The International Panel on Climate Change (IPCC) estimates that by the year 2100, approximately 56 to 75% of humanity will experience water scarcity. As Lester Brown points out in Full Planet, Empty Plates, there are no substitutes for water. No other resource, natural or manmade, can replace water as an essential component of life on earth. A future of water shortages, as predicted by the IPCC, would also mean a future of food shortages, desertification, exacerbated effects of climate change, loss of topsoil, and diminishing biodiversity throughout the global ecological system. With this, Brown illustrates a devastating reality, “…not a single country has succeeded in arresting the fall in its water.” Despite the gravity of this burgeoning global catastrophe, there are still opportunities potential solutions.
Adults drink an average of four liters of water per day; however, the overwhelming majority of human water consumption is virtual. By comparison, 2000 liters of water is required to produce a single day’s worth of food for an average adult (Almonds, anyone?!). Food production is extremely water-intensive. Thus, a future of water insecurity most certainly includes a steady decline in global food production and increasingly rampant hunger. Water shortages affect food production in several compounding ways. Not only does food require an exorbitant amount of water to produce, but healthy soil and ensured biodiversity are both dependent on water. With climate change and rising temperatures, desertification is a growing problem. Declining water supplies aggravate the incidence of dust bowls and non-arable land. Climate change, its effects, and falling water supplies have a cyclical effect, creating reinforcing feedback loops that generate ever-deepening ecological issues.

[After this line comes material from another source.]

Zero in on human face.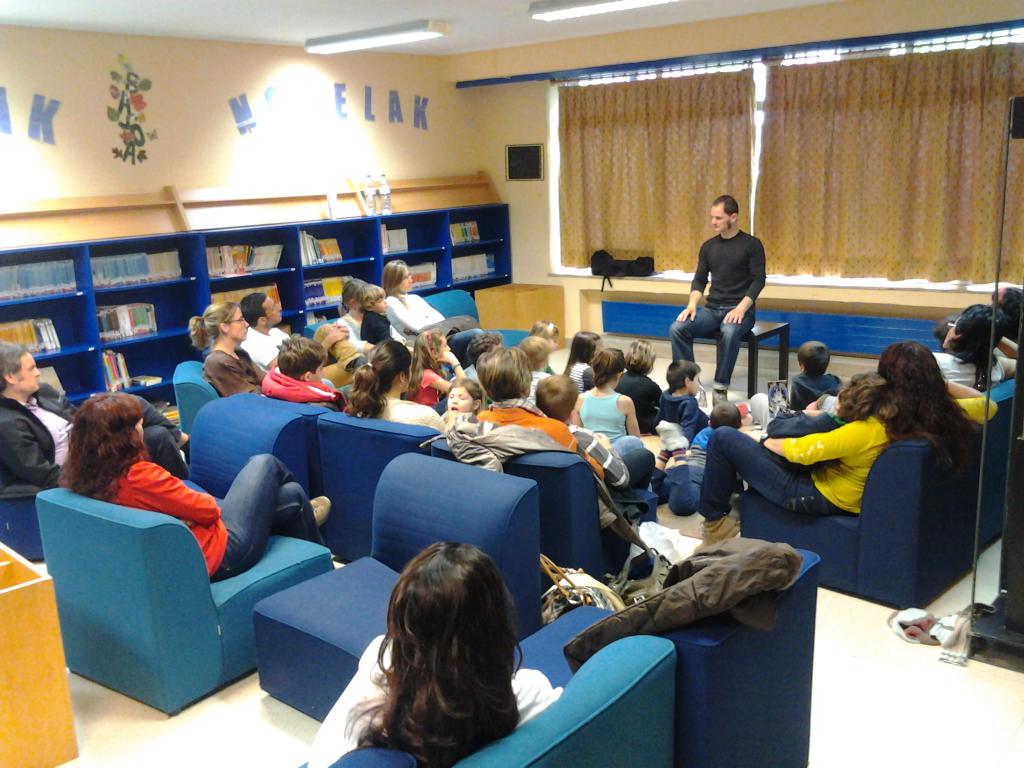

With privilege and power, affluent countries also have the opportunity and responsibility to lead the charge towards a multifaceted global solution. This solution must include efforts towards conservation, community-level and global cooperation, community-based water systems – to curtail corruption and inequity, greater incorporation of and reliance on drought-resistant crops for food production, and good governance at every level – from local to international law. We currently face the most challenging web of crises humanity has ever known, but our fate is not yet sealed.